With its 2025 Alum of the Year Award, NYU Law’s OUTLaw has recognized the achievements of Rachel Kafele ’10, co-founder and director of programs and advocacy at Oasis Legal Services, a nonprofit providing legal services to LGBTQ+ immigrants. OUTLaw, the student group that brings together self-identifying LGBTQ students, alumni, faculty, and staff, and their allies, conferred the award at its annual alumni reception on February 18.
Accepting the award, Kafele spoke about the mission she pursues in her work. “For so many of our clients, the first time they ever feel comfortable saying that they are part of the LGBTQ community is in our office during their first appointment with us,” she said. “By helping our clients apply for immigration status, a work permit, a Social Security number, to reunite with their family members, and having social workers on staff who can connect them to medical and mental health care, benefits, and other wraparound services, we get to witness powerful transformations.”
Kafele described the journey that led her to start Oasis.

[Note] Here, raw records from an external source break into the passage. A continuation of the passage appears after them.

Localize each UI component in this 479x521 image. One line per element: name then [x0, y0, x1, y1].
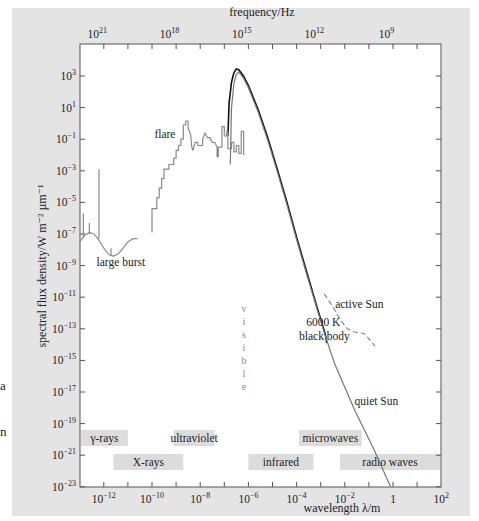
- x-tick-label: 1: [390, 493, 396, 505]
- x-axis-title: wavelength λ/m: [304, 501, 381, 515]
- annotation-label: quiet Sun: [354, 395, 398, 408]
- x-tick-label: 102: [433, 491, 449, 505]
- y-axis-title: spectral flux density/W m⁻² µm⁻¹: [35, 184, 49, 348]
- y-tick-label: 10−3: [56, 163, 76, 177]
- band-label: γ-rays: [89, 432, 119, 445]
- x-tick-label: 10−12: [92, 491, 116, 505]
- top-axis-title: frequency/Hz: [229, 5, 294, 19]
- top-tick-label: 1021: [88, 26, 108, 40]
- visible-label-char: e: [242, 381, 247, 392]
- band-label: microwaves: [303, 432, 359, 444]
- visible-label-char: v: [242, 303, 247, 314]
- y-tick-label: 10−23: [52, 479, 76, 493]
- top-tick-label: 109: [379, 26, 395, 40]
- x-tick-label: 10−6: [238, 491, 258, 505]
- y-tick-label: 10−21: [52, 447, 76, 461]
- top-tick-label: 1015: [232, 26, 252, 40]
- y-tick-label: 10−17: [52, 384, 76, 398]
- solar-spectrum-chart: γ-raysultravioletmicrowavesX-raysinfrare…: [0, 0, 479, 521]
- visible-label-char: l: [243, 368, 246, 379]
- band-label: ultraviolet: [171, 432, 219, 444]
- annotation-label: 6000 K: [306, 316, 341, 328]
- visible-label-char: b: [242, 355, 247, 366]
- y-tick-label: 10−9: [56, 258, 76, 272]
- top-tick-label: 1018: [160, 26, 180, 40]
- y-tick-label: 10−7: [56, 226, 76, 240]
- y-tick-label: 10−13: [52, 321, 76, 335]
- x-tick-label: 10−10: [140, 491, 164, 505]
- y-tick-label: 10−1: [56, 131, 76, 145]
- y-tick-label: 10−5: [56, 194, 76, 208]
- y-tick-label: 10−11: [52, 289, 76, 303]
- band-label: radio waves: [362, 456, 418, 468]
- visible-label-char: i: [243, 342, 246, 353]
- visible-label-char: s: [242, 329, 246, 340]
- visible-label-char: i: [243, 316, 246, 327]
- y-tick-label: 10−15: [52, 352, 76, 366]
- band-label: X-rays: [133, 456, 165, 469]
- y-tick-label: 10−19: [52, 416, 76, 430]
- annotation-label: large burst: [97, 256, 146, 269]
- band-label: infrared: [263, 456, 300, 468]
- y-tick-label: 101: [61, 100, 77, 114]
- top-tick-label: 1012: [304, 26, 324, 40]
- y-tick-label: 103: [61, 68, 77, 82]
- annotation-label: black body: [299, 330, 350, 343]
- annotation-label: flare: [154, 128, 175, 140]
- x-tick-label: 10−8: [190, 491, 210, 505]
- annotation-label: active Sun: [335, 298, 383, 310]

In her first job after law school, as a public defender in Miami, Kafele recalled, she was handed a large stack of juvenile cases on her first day in court and was told she had an hour to prepare before the trials started. “I will never forget the feeling of feeling completely unprepared, and that I was going to let my clients down,” she said. At the time, she explained, there was no discussion of the vicarious trauma that she and her colleagues experienced while interacting with traumatized clients: “I didn’t have the language or understanding to articulate what was happening to me emotionally, and even if I had, I would have been scared to talk about it because I didn’t want to seem weak or that I couldn’t handle the pressure.” In starting Oasis, she and her co-founders have sought to prevent workplace burnout by inviting employees to discuss vicarious trauma and its effects on themselves, their work, and their families.

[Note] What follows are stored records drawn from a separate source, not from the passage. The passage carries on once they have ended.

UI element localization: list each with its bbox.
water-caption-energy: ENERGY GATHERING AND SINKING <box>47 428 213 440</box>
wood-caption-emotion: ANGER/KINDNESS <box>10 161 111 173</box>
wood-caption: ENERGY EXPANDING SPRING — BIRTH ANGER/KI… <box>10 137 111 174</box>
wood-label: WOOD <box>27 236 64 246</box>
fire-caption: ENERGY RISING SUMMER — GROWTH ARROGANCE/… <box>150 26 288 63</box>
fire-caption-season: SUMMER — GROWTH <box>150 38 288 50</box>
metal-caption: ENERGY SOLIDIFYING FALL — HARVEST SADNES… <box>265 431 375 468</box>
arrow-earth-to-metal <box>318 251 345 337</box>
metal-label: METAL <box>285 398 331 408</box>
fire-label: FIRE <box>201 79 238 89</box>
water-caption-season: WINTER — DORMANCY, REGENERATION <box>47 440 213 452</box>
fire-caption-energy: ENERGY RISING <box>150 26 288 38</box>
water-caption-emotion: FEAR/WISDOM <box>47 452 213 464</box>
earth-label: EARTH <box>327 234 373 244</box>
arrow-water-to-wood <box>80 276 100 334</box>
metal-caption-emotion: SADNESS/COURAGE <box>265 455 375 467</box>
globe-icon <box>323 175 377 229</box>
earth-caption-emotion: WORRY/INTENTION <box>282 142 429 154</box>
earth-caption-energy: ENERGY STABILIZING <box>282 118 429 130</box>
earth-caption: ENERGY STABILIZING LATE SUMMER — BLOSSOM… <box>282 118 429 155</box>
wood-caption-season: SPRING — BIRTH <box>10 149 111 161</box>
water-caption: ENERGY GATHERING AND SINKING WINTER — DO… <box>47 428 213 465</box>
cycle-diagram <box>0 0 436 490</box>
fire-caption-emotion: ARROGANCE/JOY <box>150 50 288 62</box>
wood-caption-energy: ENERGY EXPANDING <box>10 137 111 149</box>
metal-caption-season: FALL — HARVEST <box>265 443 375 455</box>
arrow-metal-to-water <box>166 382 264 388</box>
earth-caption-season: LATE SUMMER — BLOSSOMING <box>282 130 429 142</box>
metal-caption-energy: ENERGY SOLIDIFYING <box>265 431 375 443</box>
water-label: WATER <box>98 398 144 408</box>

Watch the video of the event:
Kafele credited NYU Law professors Anthony Amsterdam and Anthony Thompson, along with the Law School’s 1L Lawyering Program, for teaching her some foundational lessons: “How not to just zealously represent clients, but also to empower the clients and communities that I work with,” she explained. “How storytelling has a huge place in the work we do as lawyers, and [how] using our clients’ words, experiences, and getting to know who they are and where they come from is the first step in mounting a strong case.”

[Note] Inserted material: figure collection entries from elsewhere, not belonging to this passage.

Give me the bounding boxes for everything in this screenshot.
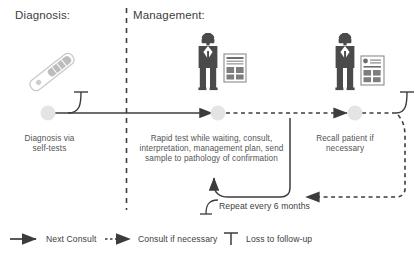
diagram-canvas [0,0,420,257]
loss-to-followup-branch-right [396,92,407,113]
self-test-kit-icon [28,51,76,92]
loss-to-followup-branch-left [68,92,81,113]
edge-recall-feedback [306,115,405,197]
node-recall-dot [348,106,363,121]
node-diagnosis-dot [41,106,56,121]
legend-label-consult-if-necessary: Consult if necessary [138,234,248,244]
annotation-repeat-loop: Repeat every 6 months [219,201,349,211]
care-pathway-diagram: Diagnosis: Management: Diagnosis via sel… [0,0,420,257]
doctor-with-report-icon-2 [335,33,384,90]
caption-recall: Recall patient if necessary [300,134,390,154]
node-first-consult-dot [211,106,226,121]
caption-first-consult: Rapid test while waiting, consult, inter… [131,134,292,164]
section-title-diagnosis: Diagnosis: [15,8,125,22]
legend-label-next-consult: Next Consult [46,234,126,244]
legend-label-loss-to-followup: Loss to follow-up [246,234,356,244]
section-title-management: Management: [133,8,273,22]
caption-diagnosis: Diagnosis via self-tests [2,134,97,154]
loss-to-followup-branch-loop [206,200,218,214]
doctor-with-report-icon-1 [198,33,246,90]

According to Kafele, inquiries from prospective clients have tripled since the November 2024 election. “It’s us lawyers who are helping to fight back against this administration's attacks on the law, our Constitution, and our shared values…. Let’s lean into the privilege we have as law students and lawyers to understand how to use the law to protect the people, communities, and ideas that we care deeply about,” she said. “This is truly the moment we can make a difference, and I’m very grateful for everyone in this room who is doing just that.”